Recently, one of our readers wrote,
I recently voted against Anna Bligh who?s govt has sent QLD into some $74B debt. Her plans are to keep spending. I found it horrific. The other party reckoned they wouldn?t spend as much and would cut govt spending by 3%. Well, I?m not sure I believed it but voted against the emcumbant anyhow – along with some 40+% of other QLDers. Anna was returned though and now feels that she has a ?mandate? to spend spend spend. It?s an horrific state of affairs. Most QLDers like me wouldn?t have been aware of the extent of govt debt built in in the ?good times?.
If you notice, this “spend, spend, spend” slogan is very strong in United States, Britain, Japan, Australia and maybe China (Premier Wen recently killed off the idea of a second stimulus spending). But Europe are cool about such an idea. Particularly, France wants more regulations in the financial system and threatened to walk out of the G20 Summit if their demand is overshadowed by the “spend, spend, spend” brigade (see France is threatening G20 walkout).
Back in our Queensland, State Premier Anna Bligh promised to create 100,000 jobs over the next 3 years. The State Opposition was so motivated to keep her accountable that they set up a Jobometer web site to monitor her ‘progress’ in her promise. Politicians, in order to win elections, will promise anything and everything even if the promise is dubious in merit. Can the Bligh government really create jobs as they promised? We suppose they are going to achieve that by the slogan of “spend, spend, spend.”
We believe it is not the job of governments to create jobs. Yes, they may employ civil servants to work on the administrative bureaucracy, legal enforcement, national defence and so on. Beyond that, governments cannot produce goods and services. For example, the Federal government’s NBN project has to be contracted to the private sector. Also, governments often end up outsourcing some of their services to the private sector. Given that governments’ general track records on running business enterprises are either non-existent or abysmal, the private sector is still the one that keeps the economy alive and dynamic, create jobs, innovate and produce goods and services far more efficiently than any governments can do.
How is the Bligh government going to create jobs?

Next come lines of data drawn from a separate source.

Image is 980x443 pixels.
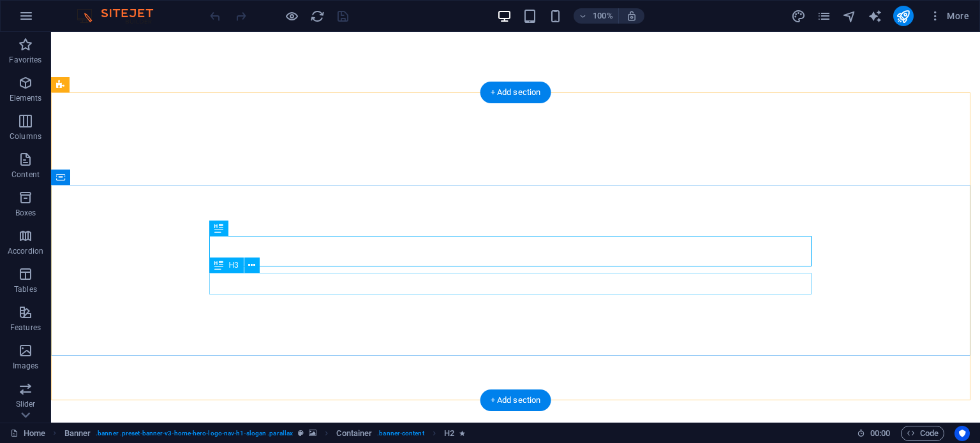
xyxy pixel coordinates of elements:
[73,8,169,24] img: Editor Logo
[377,426,424,441] span: . banner-content
[593,8,613,24] h6: 100%
[817,9,831,24] i: Pages (Ctrl+Alt+S)
[298,430,304,437] i: This element is a customizable preset
[791,8,807,24] button: design
[574,8,619,24] button: 100%
[16,399,36,409] p: Slider
[930,9,969,22] span: More
[842,9,857,24] i: Navigator
[896,9,910,24] i: Publish
[12,170,39,180] p: Content
[871,426,890,441] span: 00 00
[626,10,638,22] i: On resize automatically adjust zoom level to fit chosen device.
[10,323,41,333] p: Features
[10,426,45,441] a: Click to cancel selection. Double-click to open Pages
[64,426,91,441] span: Click to select. Double-click to edit
[310,9,325,24] i: Reload page
[791,9,806,24] i: Design (Ctrl+Alt+Y)
[9,131,41,141] p: Columns
[901,426,944,441] button: Code
[481,82,551,104] div: + Add section
[9,94,42,104] p: Elements
[228,261,238,269] span: H3
[907,426,939,441] span: Code
[13,361,39,371] p: Images
[309,8,325,24] button: reload
[481,390,551,412] div: + Add section
[868,9,883,24] i: AI Writer
[924,6,974,27] button: More
[337,426,372,441] span: Click to select. Double-click to edit
[64,426,466,441] nav: breadcrumb
[95,426,293,441] span: . banner .preset-banner-v3-home-hero-logo-nav-h1-slogan .parallax
[868,8,884,24] button: text_generator
[879,428,881,438] span: :
[9,55,41,65] p: Favorites
[7,246,43,257] p: Accordion
[16,208,37,218] p: Boxes
[309,430,317,437] i: This element contains a background
[857,426,891,441] h6: Session time
[444,426,454,441] span: Click to select. Double-click to edit
[842,8,858,24] button: navigator
[284,8,299,24] button: Click here to leave preview mode and continue editing
[817,8,832,24] button: pages
[954,426,970,441] button: Usercentrics
[14,284,37,294] p: Tables
[894,6,914,27] button: publish
[460,430,465,437] i: Element contains an animation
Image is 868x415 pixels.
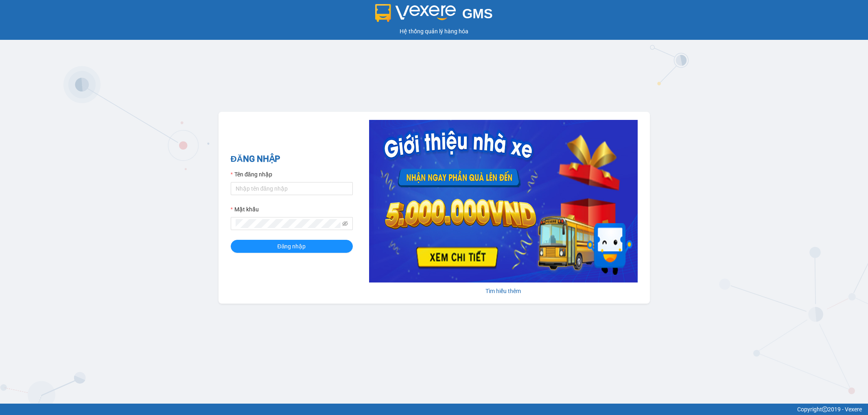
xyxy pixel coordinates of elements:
[231,240,353,253] button: Đăng nhập
[375,12,492,19] a: GMS
[2,27,865,35] div: Hệ thống quản lý hàng hóa
[462,6,492,21] span: GMS
[231,182,353,195] input: Tên đăng nhập
[231,205,259,214] label: Mật khẩu
[369,120,638,282] img: banner-0
[369,287,638,296] div: Tìm hiểu thêm
[375,4,456,22] img: logo 2
[231,152,353,166] h2: ĐĂNG NHẬP
[6,405,862,414] div: Copyright 2019 - Vexere
[231,170,272,179] label: Tên đăng nhập
[821,407,827,412] span: copyright
[235,219,341,228] input: Mật khẩu
[342,221,348,227] span: eye-invisible
[277,242,306,251] span: Đăng nhập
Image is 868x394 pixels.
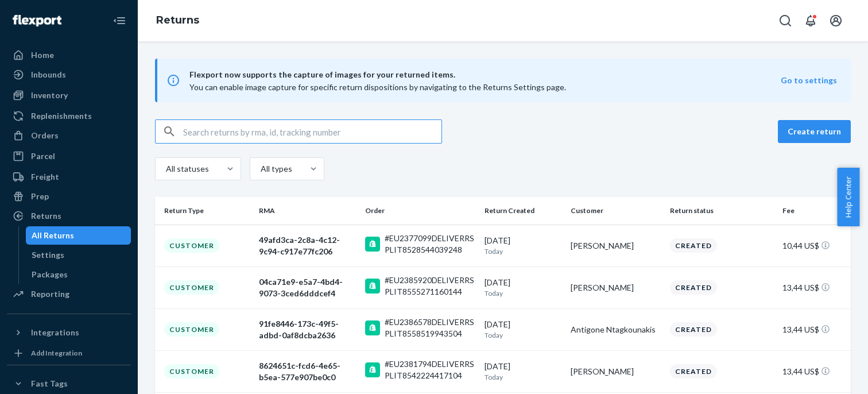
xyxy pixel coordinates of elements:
td: 13,44 US$ [778,350,851,392]
th: Order [361,197,480,225]
div: 49afd3ca-2c8a-4c12-9c94-c917e77fc206 [259,234,356,257]
div: Customer [164,323,219,336]
div: Home [31,49,54,61]
th: Customer [566,197,665,225]
a: Returns [156,14,199,26]
span: Flexport now supports the capture of images for your returned items. [189,68,781,81]
div: #EU2377099DELIVERRSPLIT8528544039248 [384,232,476,256]
button: Go to settings [781,75,837,86]
a: Settings [26,246,131,264]
button: Open Search Box [774,9,797,32]
td: 13,44 US$ [778,309,851,350]
div: [PERSON_NAME] [571,282,661,293]
p: Today [484,330,561,340]
div: Orders [31,130,59,141]
div: Created [670,323,717,336]
a: All Returns [26,227,131,245]
a: Add Integration [7,346,131,360]
span: You can enable image capture for specific return dispositions by navigating to the Returns Settin... [189,82,566,92]
div: [DATE] [484,361,561,382]
td: 13,44 US$ [778,267,851,309]
div: Replenishments [31,110,92,122]
div: 8624651c-fcd6-4e65-b5ea-577e907be0c0 [259,360,356,383]
div: Created [670,280,717,295]
p: Today [484,246,561,256]
div: Antigone Ntagkounakis [571,324,661,335]
a: Prep [7,187,131,206]
a: Orders [7,126,131,145]
img: Flexport logo [13,15,62,26]
button: Open account menu [824,9,847,32]
div: All Returns [31,230,74,241]
a: Freight [7,168,131,186]
div: All types [261,163,290,175]
div: Add Integration [31,348,82,358]
button: Integrations [7,324,131,342]
div: Prep [31,191,49,202]
div: 91fe8446-173c-49f5-adbd-0af8dcba2636 [259,318,356,341]
a: Returns [7,207,131,225]
div: All statuses [166,163,207,175]
a: Inbounds [7,66,131,84]
div: #EU2385920DELIVERRSPLIT8555271160144 [384,275,476,298]
button: Open notifications [799,9,822,32]
div: Reporting [31,288,70,300]
div: Inventory [31,89,68,101]
button: Fast Tags [7,375,131,393]
th: Return status [665,197,778,225]
th: RMA [254,197,361,225]
th: Return Created [480,197,566,225]
div: Created [670,238,717,253]
p: Today [484,372,561,382]
div: 04ca71e9-e5a7-4bd4-9073-3ced6dddcef4 [259,277,356,299]
button: Help Center [837,168,859,227]
div: [DATE] [484,235,561,256]
input: Search returns by rma, id, tracking number [183,120,441,143]
ol: breadcrumbs [147,4,208,37]
div: Customer [164,280,219,295]
div: Customer [164,364,219,378]
button: Create return [778,120,851,143]
a: Parcel [7,147,131,166]
th: Return Type [155,197,254,225]
div: Packages [31,269,68,280]
a: Packages [26,266,131,284]
a: Home [7,46,131,65]
div: #EU2386578DELIVERRSPLIT8558519943504 [384,317,476,339]
p: Today [484,288,561,298]
button: Close Navigation [108,9,131,32]
div: [DATE] [484,277,561,298]
div: Parcel [31,151,55,162]
td: 10,44 US$ [778,225,851,267]
div: [PERSON_NAME] [571,240,661,252]
div: Inbounds [31,69,66,80]
div: [DATE] [484,319,561,340]
div: [PERSON_NAME] [571,366,661,378]
th: Fee [778,197,851,225]
a: Replenishments [7,107,131,126]
div: Freight [31,171,59,182]
div: Returns [31,210,62,222]
a: Inventory [7,86,131,105]
a: Reporting [7,285,131,303]
div: Settings [31,249,64,261]
div: Integrations [31,327,79,338]
div: Customer [164,238,219,253]
div: Created [670,364,717,378]
div: #EU2381794DELIVERRSPLIT8542224417104 [384,359,476,381]
div: Fast Tags [31,378,68,389]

Are they going to employ surplus civil servants for the sake of ‘creating’ jobs? No, that is not a way to keep the economy healthy. If they do that, Queensland will end up with a huge and cumbersome government sector that crowds out and stunt the private sector. A stunted private sector will retard the economy’s potential to innovate, produce goods and services and keep the economy alive and dynamic.
Or are they going to spend it on goods and services produced by the private sector? Well, if there is a structural flaw in the economy (as we said before in Are governments mad with ?stimulating??), then the initial impact of such spending will only serve to primarily bid up the wages of the sectors that receive the government spending and will not solve the root of the unemployment (plus over-employment and under-employment) problem. For example, a redundant financial engineer is not going to be civil engineer overnight to work in the government’s outsourced infrastructure project (structural unemployment). He/she may end up working as a checkout chick/bloke to serve the cashed-up civil engineer at say, Woolsworth (under-employment). The civil engineer, on the other hand, may end up being overworked from the flood of engineering service demand from the government (over-employment).
One day, government expenditure on that sector (e.g. infrastructure) will subside. What happens next? Will the government have to come up with another stimulus spending program to keep the economic jig running? In the previous recession, the Japanese government had to keep the economic ‘stimulus’ pumping to the extent that they were said to have ended up building roads to nowhere.
Thus, even if the government end up boosting employment in the short-term through their “spend, spend, spend” program, it may end up counter-productive in the long run. If “spend, spend, spend” is their only strategy, then many years from now, the government will end up with very little to show for and citizens will be wondering where have all these money been wasted on.